“The Internet Research Agency exploited divisions in our society by leveraging vulnerabilities in our information ecosystem. They exploited social unrest and human cognitive biases.” But the illustrations accompanying the New Knowledge report seem transposed from a wholly different narrative.
Consider, for example, a meme featuring two photographs: on top, there is a smiling Donald Trump opposite a smiling Mike Pence; on the bottom, Hillary Clinton and Tim Kaine, he with a Satanic five-pointed star in a circle on his forehead and she with buffalo horns growing out of hers. Under Trump and Pence, it reads, “Like for Jesus Team.” The tagline for Clinton and Kaine is “Ignore for Satan Team.” (The New Knowledge report explains that these memes “reinforced in-group camaraderie.”)
Or consider a picture of a distressed young man being comforted by someone who might be Jesus, accompanied by two captions: “ ‘Struggling with the addiction to masturbation? Reach out to me and we will beat it together.’—Jesus.” and “You can’t hold hands with God when you are masturbating.” (New Knowledge: “Recruiting an asset by exploiting a personal vulnerability—usually
Or consider a picture of a distressed young man being comforted by someone who might be Jesus, accompanied by two captions: “ ‘Struggling with the addiction to masturbation? Reach out to me and we will beat it together.’—Jesus.” and “You can’t hold hands with God when you are masturbating.” (New Knowledge: “Recruiting an asset by exploiting a personal vulnerability—usually a secret that would inspire shame or cause personal or financial harm if exposed—is a timeless espionage practice.”
Or consider an entire collection of memes agitating for “Texit,” the secession of Texas from the United States. (“Tactic: Sow Literal Division” is the chapter heading of this section.)
.. Or consider the memes that promote historical conspiracy theories. “Mozart was Black,” one reads. Another holds that the original Statue of Liberty was modelled after a black woman, but the U.S. rejected this gift and France was forced to send the current Lady Liberty. (“The Black-targeted groups were presented with distinct historical conspiracies—ones intended to reinforce cultural identity as well as create discord.”)
.. Are Russian trolls really this stupid? The answer is: not quite. They can certainly tell the difference between high-quality graphics and what they produced. They can probably tell the difference between a devil and a buffalo. And while the authors of these memes likely have genuine problems with definite and indefinite articles, they didn’t stumble into not one but two puns about masturbation. This is not exactly the sophistication described in the report, but it is a kind of sophistication.
.. Russian propaganda is cacophonous. This is its single most important distinguishing feature, and it is the one that never fails to confound Americans. Americans assume that propaganda serves a clear, actionable objective: campaign propaganda is intended to make you vote a certain way, and war propaganda is intended to make you hate the enemy and support the troops. The same assumptions, Americans think, hold for totalitarian propaganda: it is probably intended to make everyone support the regime. In fact, the purpose of totalitarian propaganda is to take away your ability to perceive reality. To their credit, the writers of the New Knowledge report understand this. The Internet Research Agency’s effort, they state,
was absolutely intended to
reinforce tribalism, to
polarize and divide, and to
normalize points of view strategically advantageous to the Russian government on everything from social issues to political candidates. It was designed to
exploit societal fractures,
blur the lines between reality and fiction,
erode our trust in
media entities and the information environment, in
government, in
each other, and in
democracy itself.
Totalitarian propaganda is overwhelming and inconsistent. It bombards you with mutually contradictory claims, which often come packaged in doublethink pairs. The Russian dissident singer-songwriter Alexander Galich sang about one such pair:
“We stand for the cause of peace and we are preparing for war.”
In a talk I gave with the historian Timothy Snyder, he cited more recent examples:
“There is no such thing as a Ukrainian language” goes with “Ukrainian authorities are forcing everyone to speak Ukrainian.”
.. Russian propaganda is a direct descendant of totalitarian Soviet propaganda. Far from promoting a single guiding ideology, this kind of propaganda robs you of your bearings. The regime gains a monopoly on reality, and can make any claim whatsoever. Hannah Arendt famously described the totalitarian ruler’s ascendance this way: “In an ever-changing, incomprehensible world the masses had reached the point where they would, at the same time, believe everything and nothing, think that everything was possible and that nothing was true. . . . Mass propaganda discovered that its audience was ready at all times to believe the worst, no matter how absurd, and did not particularly object to being deceived because it held every statement to be a lie anyhow.”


Task statement:
Transcribe the lines below verbatim, skipping the images.

[Figure record listings]
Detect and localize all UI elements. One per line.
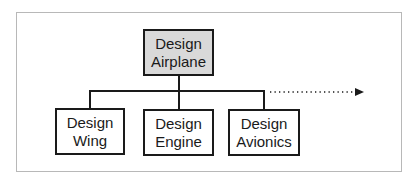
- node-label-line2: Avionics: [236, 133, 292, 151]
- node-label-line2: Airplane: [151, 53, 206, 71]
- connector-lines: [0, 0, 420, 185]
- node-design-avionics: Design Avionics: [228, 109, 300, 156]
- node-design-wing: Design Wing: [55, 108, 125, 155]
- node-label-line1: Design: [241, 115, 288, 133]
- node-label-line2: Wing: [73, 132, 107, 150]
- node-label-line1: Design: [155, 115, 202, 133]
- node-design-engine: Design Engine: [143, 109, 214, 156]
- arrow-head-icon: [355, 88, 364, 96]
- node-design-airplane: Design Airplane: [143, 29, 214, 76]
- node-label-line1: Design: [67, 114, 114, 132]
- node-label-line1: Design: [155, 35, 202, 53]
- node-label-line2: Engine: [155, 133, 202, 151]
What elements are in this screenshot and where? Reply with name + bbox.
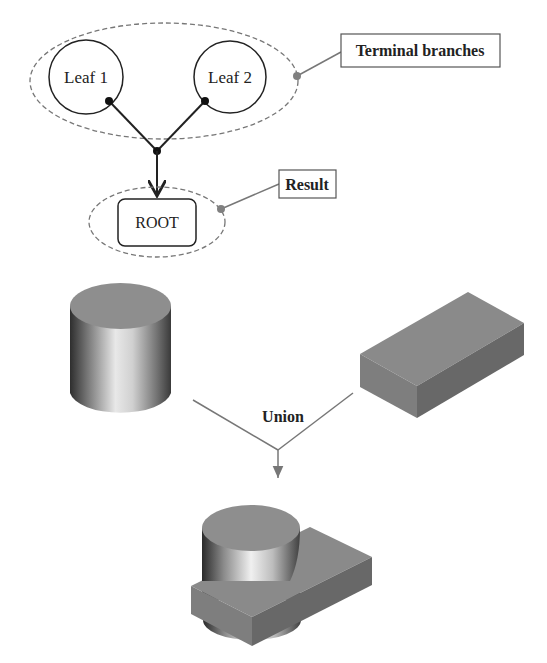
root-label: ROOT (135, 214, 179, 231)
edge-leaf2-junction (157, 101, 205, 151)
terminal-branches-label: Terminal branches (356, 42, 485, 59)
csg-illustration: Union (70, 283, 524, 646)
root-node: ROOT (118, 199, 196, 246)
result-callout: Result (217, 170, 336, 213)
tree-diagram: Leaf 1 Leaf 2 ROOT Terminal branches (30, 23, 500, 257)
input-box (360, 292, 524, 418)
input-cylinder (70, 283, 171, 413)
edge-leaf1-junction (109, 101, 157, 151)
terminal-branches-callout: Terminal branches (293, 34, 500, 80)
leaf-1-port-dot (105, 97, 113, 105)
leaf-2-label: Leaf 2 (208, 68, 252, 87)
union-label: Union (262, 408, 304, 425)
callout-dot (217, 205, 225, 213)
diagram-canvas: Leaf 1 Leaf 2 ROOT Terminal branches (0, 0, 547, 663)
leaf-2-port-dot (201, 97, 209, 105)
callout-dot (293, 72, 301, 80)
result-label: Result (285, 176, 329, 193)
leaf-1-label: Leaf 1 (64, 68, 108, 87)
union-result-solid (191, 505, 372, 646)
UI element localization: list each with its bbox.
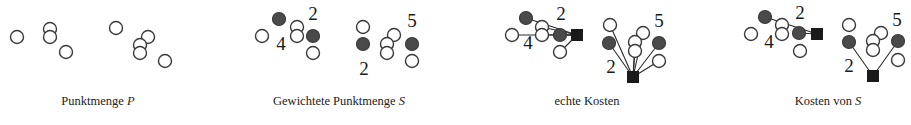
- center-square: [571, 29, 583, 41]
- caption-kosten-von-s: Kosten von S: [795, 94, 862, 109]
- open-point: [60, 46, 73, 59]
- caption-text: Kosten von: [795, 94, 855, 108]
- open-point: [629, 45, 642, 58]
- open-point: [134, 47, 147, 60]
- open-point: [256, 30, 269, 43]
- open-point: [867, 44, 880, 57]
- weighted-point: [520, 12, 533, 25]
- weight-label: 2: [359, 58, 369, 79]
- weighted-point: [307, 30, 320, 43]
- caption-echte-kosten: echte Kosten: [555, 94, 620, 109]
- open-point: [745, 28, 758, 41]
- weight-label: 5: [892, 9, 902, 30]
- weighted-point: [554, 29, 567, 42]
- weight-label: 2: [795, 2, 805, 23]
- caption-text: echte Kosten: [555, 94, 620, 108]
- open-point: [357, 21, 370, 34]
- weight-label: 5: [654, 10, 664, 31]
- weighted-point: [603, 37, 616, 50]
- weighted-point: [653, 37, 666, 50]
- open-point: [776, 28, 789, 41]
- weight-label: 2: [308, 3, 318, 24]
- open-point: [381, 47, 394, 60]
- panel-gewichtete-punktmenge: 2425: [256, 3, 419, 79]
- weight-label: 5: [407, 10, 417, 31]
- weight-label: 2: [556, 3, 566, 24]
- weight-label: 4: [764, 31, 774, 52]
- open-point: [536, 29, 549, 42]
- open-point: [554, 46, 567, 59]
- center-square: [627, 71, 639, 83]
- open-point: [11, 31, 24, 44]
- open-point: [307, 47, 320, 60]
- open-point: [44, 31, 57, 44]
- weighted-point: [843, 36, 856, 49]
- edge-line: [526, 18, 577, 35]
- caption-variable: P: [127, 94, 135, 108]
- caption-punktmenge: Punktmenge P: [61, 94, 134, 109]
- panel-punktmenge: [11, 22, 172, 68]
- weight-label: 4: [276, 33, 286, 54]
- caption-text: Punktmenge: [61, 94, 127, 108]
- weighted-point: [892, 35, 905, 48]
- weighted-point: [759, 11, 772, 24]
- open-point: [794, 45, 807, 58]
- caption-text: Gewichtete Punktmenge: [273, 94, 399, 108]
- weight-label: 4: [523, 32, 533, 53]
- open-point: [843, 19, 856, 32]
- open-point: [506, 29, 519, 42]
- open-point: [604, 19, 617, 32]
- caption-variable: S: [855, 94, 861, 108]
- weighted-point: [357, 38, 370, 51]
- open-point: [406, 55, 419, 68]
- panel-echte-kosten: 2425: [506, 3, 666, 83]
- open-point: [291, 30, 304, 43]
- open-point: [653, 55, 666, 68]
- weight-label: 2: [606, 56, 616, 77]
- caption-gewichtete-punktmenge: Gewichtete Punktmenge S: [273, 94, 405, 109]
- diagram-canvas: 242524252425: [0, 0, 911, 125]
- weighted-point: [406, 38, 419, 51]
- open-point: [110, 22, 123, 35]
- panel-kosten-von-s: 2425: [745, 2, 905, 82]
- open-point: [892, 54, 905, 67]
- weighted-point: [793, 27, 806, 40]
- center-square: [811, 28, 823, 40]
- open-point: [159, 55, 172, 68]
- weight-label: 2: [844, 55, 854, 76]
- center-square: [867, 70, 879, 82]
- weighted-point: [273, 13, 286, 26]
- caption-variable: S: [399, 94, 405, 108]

Exercise answer:
Detect and localize all UI elements. One per line.
- node-label-line2: Avionics: [236, 133, 292, 151]
- node-label-line2: Airplane: [151, 53, 206, 71]
- connector-lines: [0, 0, 420, 185]
- node-design-avionics: Design Avionics: [228, 109, 300, 156]
- node-design-wing: Design Wing: [55, 108, 125, 155]
- node-label-line1: Design: [241, 115, 288, 133]
- node-label-line2: Wing: [73, 132, 107, 150]
- node-label-line1: Design: [155, 115, 202, 133]
- node-design-engine: Design Engine: [143, 109, 214, 156]
- arrow-head-icon: [355, 88, 364, 96]
- node-design-airplane: Design Airplane: [143, 29, 214, 76]
- node-label-line1: Design: [67, 114, 114, 132]
- node-label-line1: Design: [155, 35, 202, 53]
- node-label-line2: Engine: [155, 133, 202, 151]
What elements are in this screenshot and where? Reply with name + bbox.
root-label: ROOT (135, 214, 179, 231)
edge-leaf2-junction (157, 101, 205, 151)
terminal-branches-label: Terminal branches (356, 42, 485, 59)
csg-illustration: Union (70, 283, 524, 646)
root-node: ROOT (118, 199, 196, 246)
result-callout: Result (217, 170, 336, 213)
tree-diagram: Leaf 1 Leaf 2 ROOT Terminal branches (30, 23, 500, 257)
input-box (360, 292, 524, 418)
input-cylinder (70, 283, 171, 413)
edge-leaf1-junction (109, 101, 157, 151)
terminal-branches-callout: Terminal branches (293, 34, 500, 80)
leaf-1-port-dot (105, 97, 113, 105)
leaf-2-label: Leaf 2 (208, 68, 252, 87)
union-label: Union (262, 408, 304, 425)
callout-dot (217, 205, 225, 213)
diagram-canvas: Leaf 1 Leaf 2 ROOT Terminal branches (0, 0, 547, 663)
leaf-2-port-dot (201, 97, 209, 105)
callout-dot (293, 72, 301, 80)
result-label: Result (285, 176, 329, 193)
leaf-1-label: Leaf 1 (64, 68, 108, 87)
union-result-solid (191, 505, 372, 646)
UI element localization: list each with its bbox.
- center-square: [571, 29, 583, 41]
- caption-kosten-von-s: Kosten von S: [795, 94, 862, 109]
- open-point: [60, 46, 73, 59]
- caption-text: Kosten von: [795, 94, 855, 108]
- open-point: [629, 45, 642, 58]
- open-point: [134, 47, 147, 60]
- open-point: [256, 30, 269, 43]
- open-point: [867, 44, 880, 57]
- weighted-point: [520, 12, 533, 25]
- weight-label: 2: [359, 58, 369, 79]
- weighted-point: [307, 30, 320, 43]
- caption-echte-kosten: echte Kosten: [555, 94, 620, 109]
- open-point: [745, 28, 758, 41]
- weight-label: 5: [892, 9, 902, 30]
- weighted-point: [554, 29, 567, 42]
- weight-label: 2: [795, 2, 805, 23]
- caption-text: echte Kosten: [555, 94, 620, 108]
- open-point: [357, 21, 370, 34]
- weight-label: 5: [654, 10, 664, 31]
- weighted-point: [603, 37, 616, 50]
- weighted-point: [653, 37, 666, 50]
- open-point: [776, 28, 789, 41]
- weight-label: 2: [308, 3, 318, 24]
- open-point: [381, 47, 394, 60]
- panel-gewichtete-punktmenge: 2425: [256, 3, 419, 79]
- weight-label: 5: [407, 10, 417, 31]
- weight-label: 2: [556, 3, 566, 24]
- weight-label: 4: [764, 31, 774, 52]
- open-point: [536, 29, 549, 42]
- open-point: [554, 46, 567, 59]
- center-square: [627, 71, 639, 83]
- open-point: [11, 31, 24, 44]
- open-point: [307, 47, 320, 60]
- open-point: [44, 31, 57, 44]
- weighted-point: [843, 36, 856, 49]
- edge-line: [526, 18, 577, 35]
- caption-variable: P: [127, 94, 135, 108]
- caption-punktmenge: Punktmenge P: [61, 94, 134, 109]
- panel-punktmenge: [11, 22, 172, 68]
- weight-label: 4: [276, 33, 286, 54]
- caption-text: Punktmenge: [61, 94, 127, 108]
- weighted-point: [892, 35, 905, 48]
- weighted-point: [759, 11, 772, 24]
- open-point: [794, 45, 807, 58]
- caption-text: Gewichtete Punktmenge: [273, 94, 399, 108]
- weight-label: 4: [523, 32, 533, 53]
- open-point: [843, 19, 856, 32]
- open-point: [506, 29, 519, 42]
- open-point: [604, 19, 617, 32]
- caption-variable: S: [855, 94, 861, 108]
- weighted-point: [357, 38, 370, 51]
- open-point: [406, 55, 419, 68]
- panel-echte-kosten: 2425: [506, 3, 666, 83]
- open-point: [291, 30, 304, 43]
- open-point: [653, 55, 666, 68]
- weight-label: 2: [606, 56, 616, 77]
- caption-gewichtete-punktmenge: Gewichtete Punktmenge S: [273, 94, 405, 109]
- diagram-canvas: 242524252425: [0, 0, 911, 125]
- weighted-point: [406, 38, 419, 51]
- open-point: [110, 22, 123, 35]
- panel-kosten-von-s: 2425: [745, 2, 905, 82]
- open-point: [892, 54, 905, 67]
- weighted-point: [793, 27, 806, 40]
- center-square: [811, 28, 823, 40]
- open-point: [159, 55, 172, 68]
- weight-label: 2: [844, 55, 854, 76]
- center-square: [867, 70, 879, 82]
- weighted-point: [273, 13, 286, 26]
- caption-variable: S: [399, 94, 405, 108]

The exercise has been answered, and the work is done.